Rob Curley's been kind enough to talk with me from time to time about the work we're both trying to do to "unsuckify" traditional media and how hard that work can be within most media mega-conglomerates.
So when I found out that he was headed to Washington Post |Newsweek Interactive (Paidcontent.org, WPNI press release), I asked him in a phone call why he finally agreed to join one of the world's leading media corporations. After all, one of the secrets to Curley's success has been turning down jobs with prestige papers in much tonier addresses than you see on his resume, and instead finding places (The World Company, Morris Digital Works), where he had the freedom to open a "nerdery" and recruit open-minded teams capable of blending human emotion, hard data, stunning code and "internology" into world-class news. Teams that include rockstars like Adrian Holovatny, who's also going to the Post. News that sells to readers and advertisers.
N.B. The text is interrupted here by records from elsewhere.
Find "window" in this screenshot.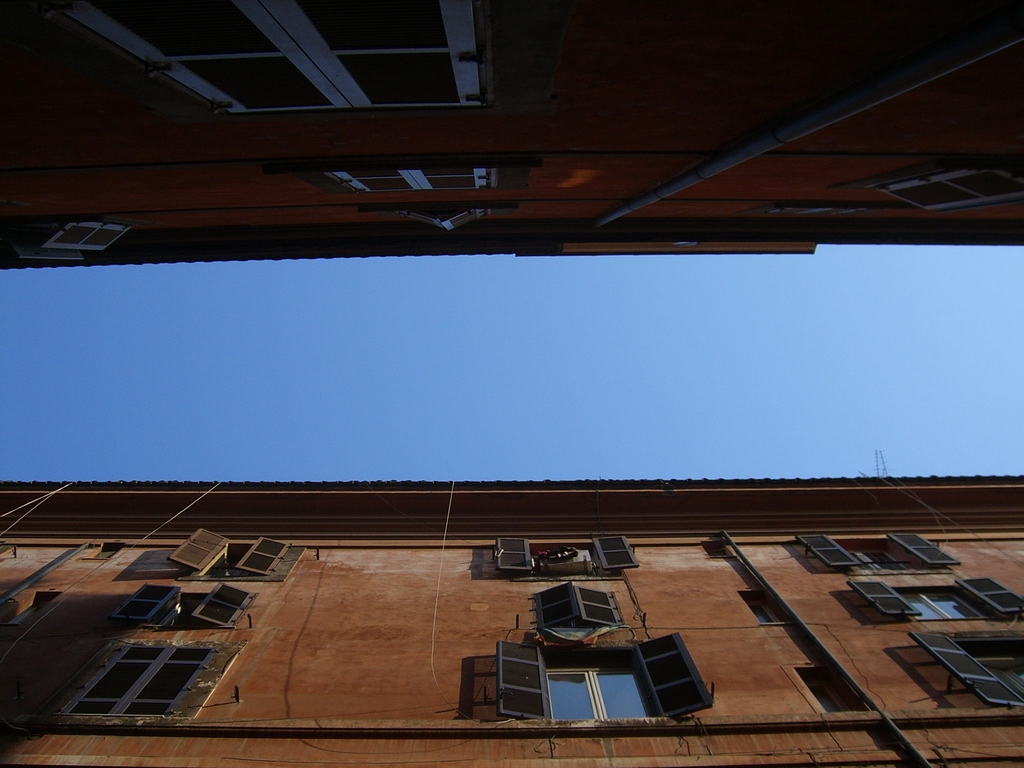
The bounding box for "window" is 790, 662, 874, 710.
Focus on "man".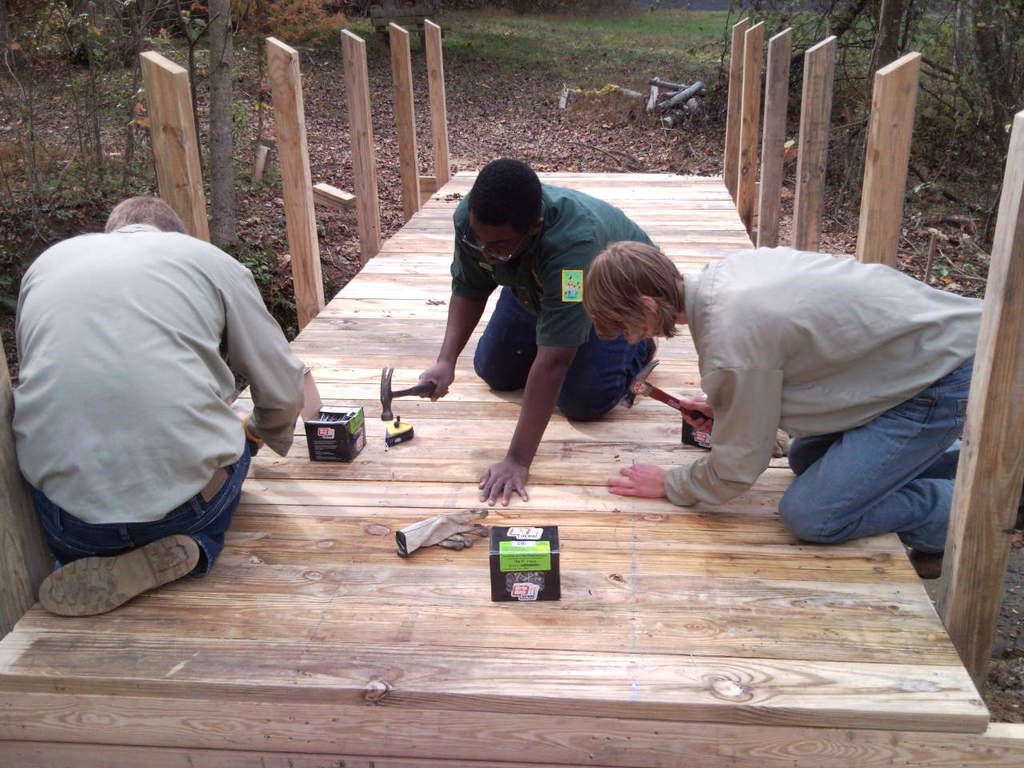
Focused at (left=8, top=193, right=305, bottom=617).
I like his answer: Washingtonpost.Newsweek Interactive CEO and Publisher Caroline Little. Curley told me:
"As scared as I am of large organizations or a large newspaper, I've gotten the feeling over the past couple of years that they may be even more scared. There's not a lot of comfort in a guy who asks for foregiveness not permission, and if there's a meeting he's going to miss it. If there's structure, he doesn't care," said Curley, in a pretty apt description of himself.
"I almost got the feeling that she [Little] thought that was an asset. The message I've gotten is "Go build cool shit." It's cooler than heck to be building it with the Washington Post Company, but I'm not sure I wouldn't have gone to work with Caroline if she was running the Dayton, Ohio newspaper. It almost says more about Caroline than it does about the Post. She's the reason," Curley said.
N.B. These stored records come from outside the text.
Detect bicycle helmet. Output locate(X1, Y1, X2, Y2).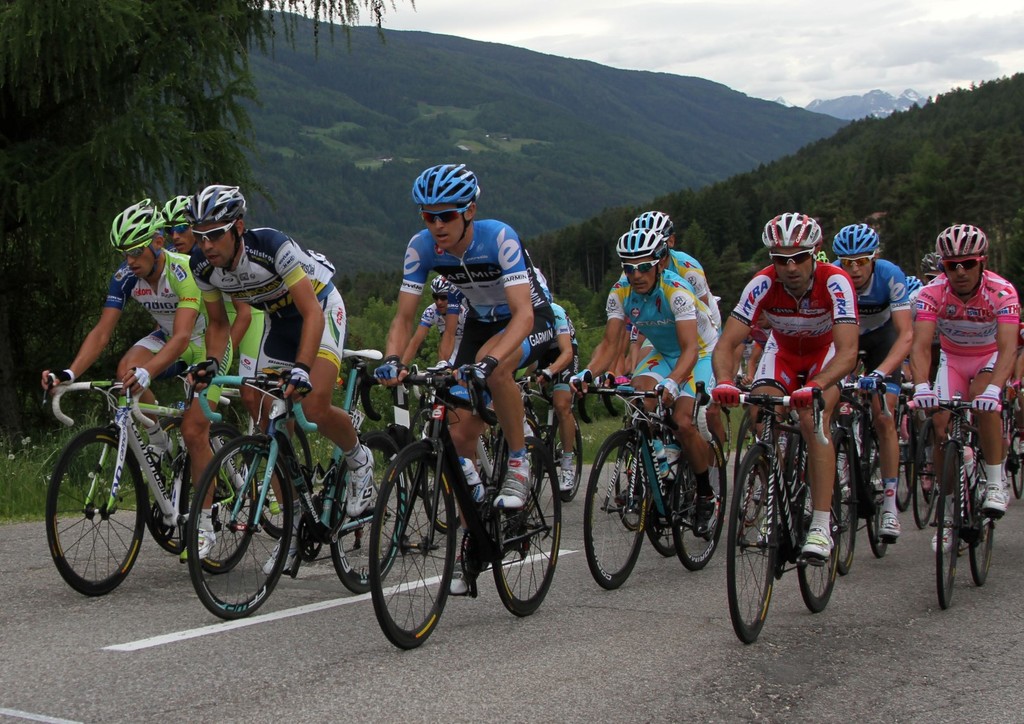
locate(608, 225, 667, 257).
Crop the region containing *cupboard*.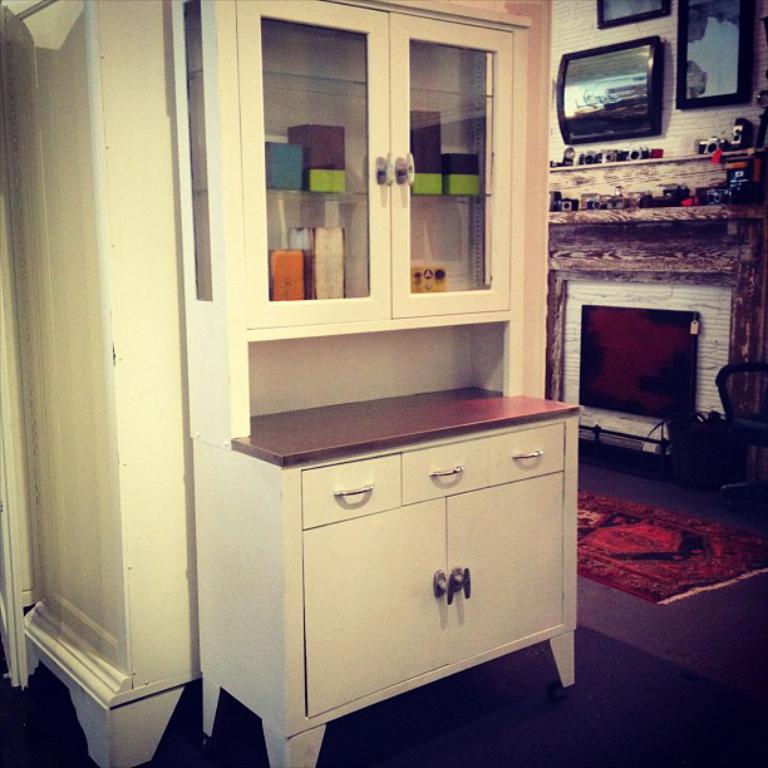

"You layer on top of that that it's the Post...it's the Web site that most journalists log onto at least once a week to read something. And it's not just the Post...it's Newsweek, Slate, the weeklies, these stations. They have the ultimate sandbox to play with."
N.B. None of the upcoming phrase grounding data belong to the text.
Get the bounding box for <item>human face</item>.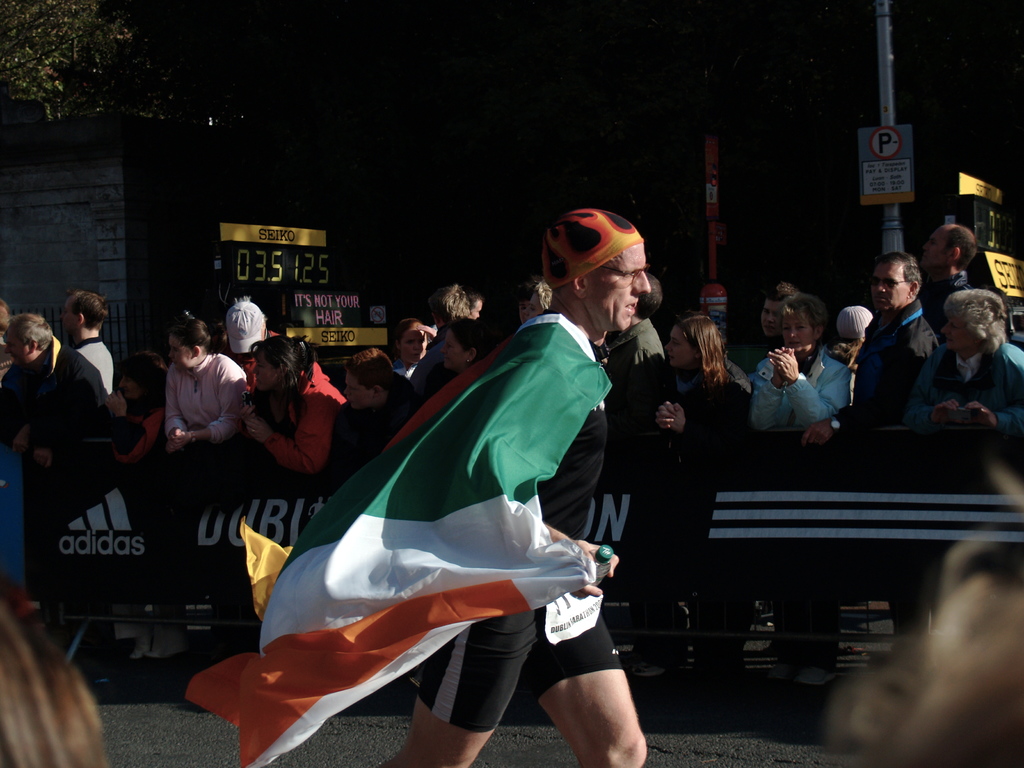
detection(758, 301, 780, 343).
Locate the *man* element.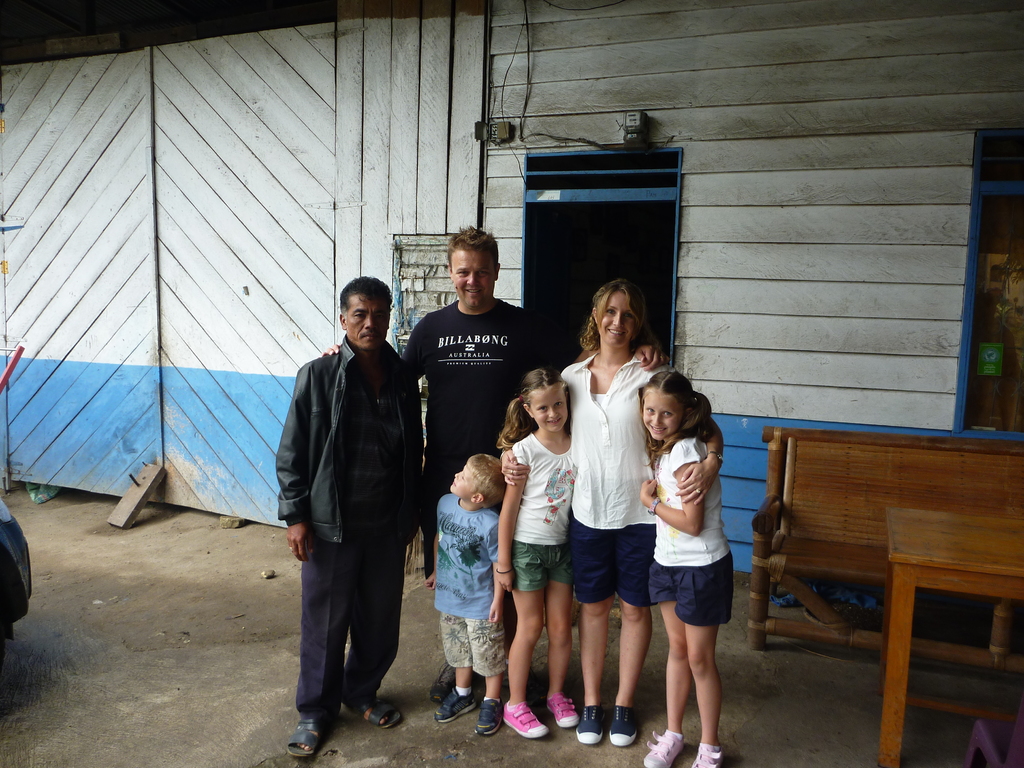
Element bbox: 268:268:438:767.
I recently met Little when she traveled to San Jose for BlogHer '06. She didn't just jet in and out for her keynote either -- Little came, stayed, talked and listened over the weekend. Her keynote remarks earned her kudos from the 750 bloggers and press present, no small feat. Looking back, I realize that Little also shed a some light on her hiring practices in a quote that now looks prescient. When asked by Moderator Chris Nolan to share the worst piece of advice she ever received, Little answered:
“I was getting a lot of pressure to hire someone from the print world, I didn’t and don’t regret it. Again, it was about not taking risks. The hire would have been a ‘safe hire.’ ”
For more, read Renee Blodgett's live blog of the keynote or listen to it here (mp3).
No, safety first is not Little's mojo as a publisher, and hiring Curley is not the only evidence. Little and the WPNI team have been walking their social media talk much better than the competition of late. The Post's Sponsored Blogroll took guts. See WPNI-er Jeff Burkette's piece for more info on the first major newspaper to do this, joining American Lawyer Media|Law.com (11/04), Knight Ridder Digital's Nascar network (2/05), Glam (10/05), Federated Media (5/06), BlogHer Ad Network (6/06), all of which I've done except for FM. Meanwhile, the Post holds its bloggers to the same standard as its writers, firing them when they plagiarize: http://blog.washingtonpost.com/redamerica/.
I'm excited to watch what happens next. Better revenue models and award-winning journalism are the only safe bet.
Photo credit: I borrowed this from Curley's blog, but I see that Steve Klein credits Editor & Publisher.